Politic?

This is a blog dedicated to a personal interpretation of political news of the day. I attempt to be as knowledgeable as possible before commenting and committing my thoughts to a day's communication.

Friday, November 23, 2012

 A Puzzle Within A Conundrum Inside a Conspiracy

"Seven years ago, Israel withdrew from every square inch of Gaza.  Now, Hamas took over the areas we vacated.  What did it do?  Rather than build a better future for the residents of Gaza, the Hamas leadership, backed by Iran, turned Gaza into a terrorist stronghold.
"I'm stressing this because it's important to understand that there is no moral symmetry; there is no moral equivalence between Israel and the terrorist organizations in Gaza.  The terrorists are committing a double war crime.  They fire at Israeli civilians and they hide behind Palestinian civilians."
Israeli Prime Minister Binyamin Netanyahu

The Arab Spring which became in real time the Islamist Springboard has altered the politics of the Middle East almost beyond recognition.  But not quite.  What has not changed is that where previously the countries which have undergone change from Islamic/secular-based autocracies are now ruled by Islamist/Sharia-based autocracies.  The people in Tunisia, in Egypt, in Libya, in Syria, who thought they could effect change through initial civil disobedience to turn their countries' administrations into humanely balanced democracies saw their revolutions swiftly slip away.
Gary Clement/National Post
Egyptian President Mohamed Morsi deploring the "brutal assault" on Gaza by the IDF, recalled his ambassador to Israel.  "Cairo will not leave Gaza on its own.  Egypt today is not the Egypt of yesterday", he vowed.  How many yesterdays?  Several years ago, or back to biblical times?  In brokering the ceasefire between Israel and Hamas - as though they were in fact equivalents - Mr.
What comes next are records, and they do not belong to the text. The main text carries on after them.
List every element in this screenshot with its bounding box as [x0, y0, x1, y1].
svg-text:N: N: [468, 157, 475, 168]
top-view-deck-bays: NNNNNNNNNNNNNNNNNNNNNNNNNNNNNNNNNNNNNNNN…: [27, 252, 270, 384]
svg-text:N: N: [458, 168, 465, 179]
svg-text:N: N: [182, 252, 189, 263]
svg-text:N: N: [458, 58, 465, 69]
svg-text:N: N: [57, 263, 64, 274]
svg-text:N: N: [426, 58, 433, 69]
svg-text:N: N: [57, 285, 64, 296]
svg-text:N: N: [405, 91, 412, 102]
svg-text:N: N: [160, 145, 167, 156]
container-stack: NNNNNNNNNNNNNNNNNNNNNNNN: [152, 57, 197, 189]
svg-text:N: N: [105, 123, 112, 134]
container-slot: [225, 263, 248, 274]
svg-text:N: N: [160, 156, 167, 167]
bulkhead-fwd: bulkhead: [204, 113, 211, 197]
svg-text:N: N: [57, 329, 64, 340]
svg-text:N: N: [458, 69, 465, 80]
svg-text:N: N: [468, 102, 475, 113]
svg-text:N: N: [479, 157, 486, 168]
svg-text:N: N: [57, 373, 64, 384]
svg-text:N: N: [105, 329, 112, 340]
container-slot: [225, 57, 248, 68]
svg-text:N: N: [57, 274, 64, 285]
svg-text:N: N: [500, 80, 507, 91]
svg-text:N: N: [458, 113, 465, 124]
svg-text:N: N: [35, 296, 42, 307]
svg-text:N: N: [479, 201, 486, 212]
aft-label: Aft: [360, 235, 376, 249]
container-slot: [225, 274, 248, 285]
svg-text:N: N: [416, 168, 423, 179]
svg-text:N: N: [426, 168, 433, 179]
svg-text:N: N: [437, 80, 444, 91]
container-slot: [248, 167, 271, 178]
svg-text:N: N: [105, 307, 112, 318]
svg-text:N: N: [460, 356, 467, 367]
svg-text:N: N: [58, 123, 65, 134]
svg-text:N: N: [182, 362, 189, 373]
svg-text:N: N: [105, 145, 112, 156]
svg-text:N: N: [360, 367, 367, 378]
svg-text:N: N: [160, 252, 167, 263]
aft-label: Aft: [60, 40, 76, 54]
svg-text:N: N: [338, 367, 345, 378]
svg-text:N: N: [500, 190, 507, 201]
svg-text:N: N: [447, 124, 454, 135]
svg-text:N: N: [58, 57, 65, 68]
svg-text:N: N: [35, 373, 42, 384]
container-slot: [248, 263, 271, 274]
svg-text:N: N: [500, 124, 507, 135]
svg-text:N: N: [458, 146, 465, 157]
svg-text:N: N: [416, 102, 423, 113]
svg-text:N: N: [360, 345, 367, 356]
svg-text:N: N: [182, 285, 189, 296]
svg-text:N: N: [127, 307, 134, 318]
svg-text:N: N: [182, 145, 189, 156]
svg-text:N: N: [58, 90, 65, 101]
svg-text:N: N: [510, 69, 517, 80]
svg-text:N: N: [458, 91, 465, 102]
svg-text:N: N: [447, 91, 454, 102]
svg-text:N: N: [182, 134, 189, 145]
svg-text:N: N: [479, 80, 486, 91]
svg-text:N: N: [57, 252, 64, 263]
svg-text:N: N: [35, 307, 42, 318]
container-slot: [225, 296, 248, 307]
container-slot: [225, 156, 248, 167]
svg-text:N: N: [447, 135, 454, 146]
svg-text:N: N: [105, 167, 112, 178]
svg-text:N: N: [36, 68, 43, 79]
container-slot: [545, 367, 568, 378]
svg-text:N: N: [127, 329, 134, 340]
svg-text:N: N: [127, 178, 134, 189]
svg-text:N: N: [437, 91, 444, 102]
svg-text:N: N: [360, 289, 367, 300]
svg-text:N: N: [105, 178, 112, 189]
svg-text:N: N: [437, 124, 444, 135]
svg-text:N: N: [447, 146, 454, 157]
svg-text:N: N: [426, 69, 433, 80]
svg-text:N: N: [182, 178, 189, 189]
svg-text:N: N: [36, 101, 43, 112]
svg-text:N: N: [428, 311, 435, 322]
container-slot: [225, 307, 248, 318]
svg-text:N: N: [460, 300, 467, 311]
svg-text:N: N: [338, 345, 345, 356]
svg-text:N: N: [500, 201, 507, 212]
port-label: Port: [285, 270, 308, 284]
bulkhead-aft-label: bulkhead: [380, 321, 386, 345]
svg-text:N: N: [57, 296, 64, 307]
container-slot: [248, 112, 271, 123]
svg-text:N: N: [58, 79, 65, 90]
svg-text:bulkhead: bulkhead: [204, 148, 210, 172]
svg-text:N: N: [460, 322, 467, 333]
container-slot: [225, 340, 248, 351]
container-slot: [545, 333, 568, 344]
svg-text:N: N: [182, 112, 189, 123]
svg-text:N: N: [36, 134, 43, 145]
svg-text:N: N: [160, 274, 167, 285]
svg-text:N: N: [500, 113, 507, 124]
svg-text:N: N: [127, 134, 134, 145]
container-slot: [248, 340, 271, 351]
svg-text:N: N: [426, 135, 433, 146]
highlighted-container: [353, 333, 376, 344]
Morsi succeeded in bringing acclaim to Egypt from within the Middle East and from the international community.

How he must have relished his position, moderating the situation, palavering with the emir of Qatar, the Prime Minister of Turkey, and America's Secretary of State, all travelling to Cairo to do homage in conferring with and encouraging the new Egyptian President.  His own Prime Minister was dispatched to Gaza to help Ismael Haniyeh deliver "a message to the occupation".  As far as the Arab and Muslim countries of the Middle East and beyond are concerned Israel unaccountably attacked Gaza, and they will not stand for it.
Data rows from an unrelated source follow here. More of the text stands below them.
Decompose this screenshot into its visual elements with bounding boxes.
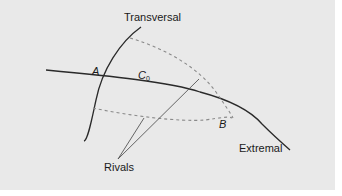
curve-c-subscript: 0 bbox=[146, 75, 150, 82]
transversal-label: Transversal bbox=[124, 12, 181, 23]
rivals-label: Rivals bbox=[104, 162, 134, 173]
rival-line-1 bbox=[118, 118, 144, 159]
rival-line-2 bbox=[118, 79, 199, 159]
point-b-label: B bbox=[219, 119, 226, 130]
curve-c-label: C0 bbox=[138, 70, 150, 82]
point-a-label: A bbox=[92, 66, 99, 77]
dashed-lower-curve bbox=[93, 108, 232, 120]
transversal-curve bbox=[84, 27, 141, 141]
diagram-svg bbox=[0, 0, 342, 196]
diagram-canvas: Transversal A C0 B Rivals Extremal bbox=[0, 0, 342, 196]
curve-c-text: C bbox=[138, 69, 146, 81]
extremal-label: Extremal bbox=[239, 143, 282, 154]
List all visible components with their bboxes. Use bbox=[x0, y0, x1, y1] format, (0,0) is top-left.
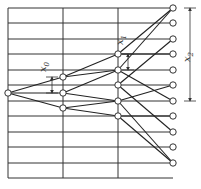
network-edge bbox=[118, 8, 173, 54]
network-node bbox=[170, 5, 176, 11]
network-edge bbox=[63, 108, 118, 116]
network-node bbox=[170, 82, 176, 88]
network-node bbox=[170, 51, 176, 57]
network-node bbox=[115, 113, 121, 119]
network-edge bbox=[118, 39, 173, 85]
network-node bbox=[170, 129, 176, 135]
network-node bbox=[115, 51, 121, 57]
network-edge bbox=[118, 85, 173, 101]
network-edge bbox=[118, 116, 173, 163]
label-x0: x0 bbox=[38, 62, 52, 72]
network-edge bbox=[63, 101, 118, 108]
label-x2: x2 bbox=[182, 52, 196, 62]
network-node bbox=[170, 113, 176, 119]
network-node bbox=[60, 90, 66, 96]
network-edge bbox=[118, 85, 173, 132]
network-node bbox=[170, 98, 176, 104]
network-node bbox=[170, 36, 176, 42]
network-node bbox=[115, 67, 121, 73]
network-node bbox=[5, 90, 11, 96]
network-edge bbox=[63, 93, 118, 101]
network-node bbox=[170, 144, 176, 150]
network-node bbox=[60, 74, 66, 80]
network-node bbox=[170, 67, 176, 73]
network-node bbox=[115, 98, 121, 104]
branching-network-diagram bbox=[0, 0, 201, 189]
label-x1: x1 bbox=[115, 35, 129, 45]
network-node bbox=[115, 82, 121, 88]
network-node bbox=[170, 20, 176, 26]
network-node bbox=[60, 105, 66, 111]
network-node bbox=[170, 160, 176, 166]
And they have ample company from the international community.  That a million Israelis had their lives disrupted and lived in terror of rockets falling on their communities was simply an accepted fact of life for them, for they represented the "occupier" of a land they had no wish to occupy and had in fact left, discovering soon enough life is never that simple.  Amnesty International slammed Israel's assassination of Ahmad al-Jabari, head of Hamas' military wing.  Have they ever been known to issue a collective admonition to Hamas and other jihadist groups for attacking Israel?

For in so doing the IDF "has placed civilians in Gaza and southern Israel at grave risk".  Even-handedly mentioning the civilians of both Gaza and southern Israel, entirely discounting the fact that civilians in southern Israel were in grave risk before the dispatch of the man who has engineered murderous assaults within Israel on Israeli civilians.  Amnesty again claimed to have "gathered evidence" of "indiscriminate attacks ... in densely populated residential areas that will inevitably harm civilians".
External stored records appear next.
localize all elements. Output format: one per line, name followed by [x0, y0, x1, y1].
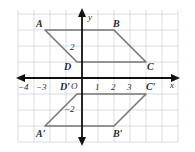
vertex-label-a-prime: A′ — [35, 128, 46, 139]
plot-svg: x y O −4 −3 1 2 3 2 −2 A B C D A′ B′ C′ … — [0, 0, 195, 152]
y-axis-label: y — [87, 12, 92, 22]
y-tick-2: 2 — [70, 42, 75, 52]
x-tick-neg3: −3 — [36, 82, 47, 92]
coordinate-plane: x y O −4 −3 1 2 3 2 −2 A B C D A′ B′ C′ … — [0, 0, 195, 152]
vertex-label-b-prime: B′ — [112, 128, 123, 139]
vertex-label-b: B — [112, 18, 120, 29]
vertex-label-d: D — [63, 61, 71, 72]
vertex-label-d-prime: D′ — [59, 81, 70, 92]
x-tick-3: 3 — [126, 82, 132, 92]
vertex-label-c-prime: C′ — [146, 81, 156, 92]
y-tick-neg2: −2 — [64, 104, 75, 114]
x-axis-label: x — [169, 80, 174, 90]
vertex-label-a: A — [35, 18, 43, 29]
x-tick-neg4: −4 — [18, 82, 29, 92]
origin-label: O — [71, 81, 78, 91]
x-tick-2: 2 — [111, 82, 116, 92]
reflection-diagram: x y O −4 −3 1 2 3 2 −2 A B C D A′ B′ C′ … — [0, 0, 195, 152]
vertex-label-c: C — [147, 61, 154, 72]
x-tick-1: 1 — [95, 82, 100, 92]
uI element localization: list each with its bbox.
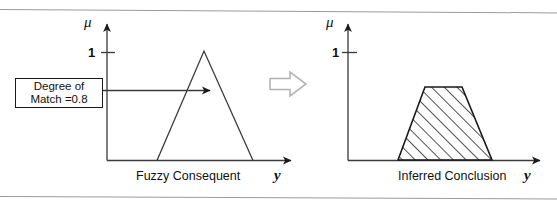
callout-line-1: Degree of <box>34 80 85 93</box>
callout-line-2: Match =0.8 <box>30 93 87 106</box>
block-arrow-right-icon <box>270 72 306 96</box>
inferred-conclusion-trapezoid <box>398 87 492 160</box>
right-panel-caption: Inferred Conclusion <box>398 170 506 183</box>
left-panel-axes <box>101 24 291 161</box>
left-panel-caption: Fuzzy Consequent <box>136 170 240 183</box>
left-y-tick-label: 1 <box>88 46 95 59</box>
left-triangle-membership <box>157 51 253 161</box>
figure-container: μ 1 Fuzzy Consequent y Degree of Match =… <box>0 0 557 206</box>
degree-of-match-callout: Degree of Match =0.8 <box>15 78 103 108</box>
left-x-axis-label: y <box>274 168 281 183</box>
right-y-tick-label: 1 <box>332 46 339 59</box>
right-y-axis-label: μ <box>326 15 334 30</box>
left-y-axis-label: μ <box>84 15 92 30</box>
right-x-axis-label: y <box>524 168 531 183</box>
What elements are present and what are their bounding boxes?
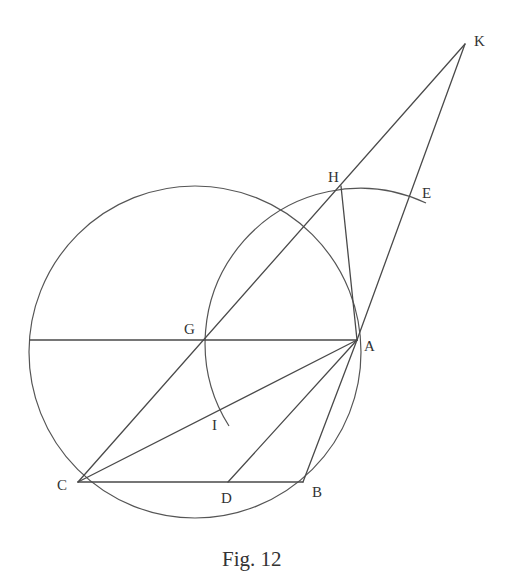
segment-da	[228, 340, 357, 482]
label-b: B	[312, 484, 322, 500]
segment-ca	[78, 340, 357, 482]
geometry-figure: K H E A G I C D B Fig. 12	[0, 0, 514, 584]
segment-ck	[78, 44, 465, 482]
segment-ah	[341, 186, 357, 340]
segment-ak	[357, 44, 465, 340]
arc-ihe	[205, 188, 426, 426]
figure-caption: Fig. 12	[222, 547, 282, 571]
label-e: E	[422, 185, 431, 201]
label-i: I	[212, 417, 217, 433]
main-circle	[29, 186, 361, 518]
label-a: A	[364, 338, 375, 354]
label-h: H	[328, 169, 339, 185]
label-c: C	[57, 477, 67, 493]
label-g: G	[184, 321, 195, 337]
label-k: K	[474, 33, 485, 49]
segment-ba	[303, 340, 357, 482]
label-d: D	[221, 490, 232, 506]
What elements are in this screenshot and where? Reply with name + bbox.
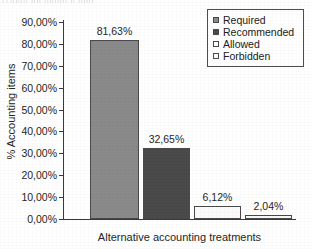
y-axis-tick-label: 80,00%: [1, 39, 57, 50]
y-axis-tick-mark: [59, 88, 63, 89]
y-axis-tick-mark: [59, 44, 63, 45]
legend-item-allowed[interactable]: Allowed: [213, 38, 299, 50]
bar-value-label: 32,65%: [134, 134, 199, 145]
legend-item-label: Forbidden: [223, 51, 270, 62]
y-axis-tick-label: 60,00%: [1, 83, 57, 94]
y-axis-tick-label: 90,00%: [1, 17, 57, 28]
bar-value-label: 2,04%: [236, 201, 301, 212]
legend-swatch-icon: [213, 17, 219, 23]
legend-swatch-icon: [213, 41, 219, 47]
y-axis-tick-mark: [59, 110, 63, 111]
legend-swatch-icon: [213, 53, 219, 59]
legend-item-label: Recommended: [223, 27, 294, 38]
y-axis-tick-labels: 0,00%10,00%20,00%30,00%40,00%50,00%60,00…: [0, 0, 57, 249]
legend-item-label: Allowed: [223, 39, 260, 50]
legend-item-recommended[interactable]: Recommended: [213, 26, 299, 38]
y-axis-tick-mark: [59, 219, 63, 220]
y-axis-tick-label: 0,00%: [1, 214, 57, 225]
y-axis-tick-mark: [59, 66, 63, 67]
bar-allowed: [194, 206, 241, 219]
bar-forbidden: [245, 215, 292, 219]
y-axis-tick-mark: [59, 197, 63, 198]
legend-item-forbidden[interactable]: Forbidden: [213, 50, 299, 62]
bar-recommended: [143, 148, 190, 219]
y-axis-tick-label: 40,00%: [1, 126, 57, 137]
x-axis-title: Alternative accounting treatments: [63, 232, 296, 243]
x-axis-line: [63, 219, 296, 220]
y-axis-tick-mark: [59, 175, 63, 176]
bar-chart: % Accounting items 0,00%10,00%20,00%30,0…: [0, 0, 312, 249]
y-axis-tick-label: 30,00%: [1, 148, 57, 159]
y-axis-tick-label: 20,00%: [1, 170, 57, 181]
legend-item-label: Required: [223, 15, 266, 26]
legend-item-required[interactable]: Required: [213, 14, 299, 26]
y-axis-tick-mark: [59, 131, 63, 132]
y-axis-tick-label: 70,00%: [1, 61, 57, 72]
bar-value-label: 81,63%: [81, 26, 148, 37]
y-axis-tick-mark: [59, 22, 63, 23]
chart-legend: RequiredRecommendedAllowedForbidden: [207, 9, 304, 67]
bar-required: [90, 40, 139, 219]
y-axis-tick-label: 50,00%: [1, 105, 57, 116]
y-axis-tick-mark: [59, 153, 63, 154]
legend-swatch-icon: [213, 29, 219, 35]
y-axis-tick-label: 10,00%: [1, 192, 57, 203]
The evidence they have "gathered" courtesy of the Hamas narrative, without any independent verification, but quite fitting the model already decided upon.  In defending its citizens from ongoing rocket attacks after months of forbearance and eventually warning that it would no longer tolerate those attacks, Israel is now accused by the humanitarian agencies whose work has become a self-sustaining industry, of war crimes. 

Israel delivers food, medicines and energy to Gaza.  Even during the bombardment from Gaza to border crossings, particularly the one set aside for those daily truckloads of food and medicine deliveries, there were few cessations of those deliveries other than when lives were in direct danger because of the Gaza rockets aiming at the crossing.  It is not normal for any country's citizens to live in constant fear of rockets hitting their communities.  It is not normal for any country whose citizens are under siege to deliver humanitarian aid on an ongoing basis to the citizens of the assaulting country.

So when a humanitarian group like Oxfam International issues a statement to the effect that Israel was not abiding by "obligations under international law", their determination and legal interpretation of that situation is surprising and questionable.  They know they can call on Israel to halt their military operations, but they can offer no solutions to Israel on how otherwise it can deal with the terrorizing assaults on its population.  NGOs make it a point to be apolitical lest they endanger their humanitarian status.

The sole exception to this general rule, wherever they set up shop, to separate themselves from any politics in the greater interest of objectively serving people in need in extreme situations, appears to be in reflection of the general consensus that it is fair game to criticize and demand of Israel what they would never do to any other country on Earth.  Because they can.  Because there will be no repercussions. Because Israel is an easy target.

Because the completely arbitrary and self-defeating standard which Israel is expected to meet is demanded of no other country, and no other country is exposed to quite the same challenges that Israel is confronted with in attempting to live in peace, if not harmony with its resentful neighbours.  The UN Durban conference of 2001 set the international standard for isolating and demonizing Israel, and that template is alive and well.

The "anti-racism" agenda where discrimination against Israel, not all that different from hysterical traditional anti-Semitism had its success in normalizing accusations of apartheid and war crimes against one single country still dominates.  Paradoxically and reflective of human stupidity, the single country that is perpetually embattled because of its race, and ironically the single population that has been the victim of true genocide.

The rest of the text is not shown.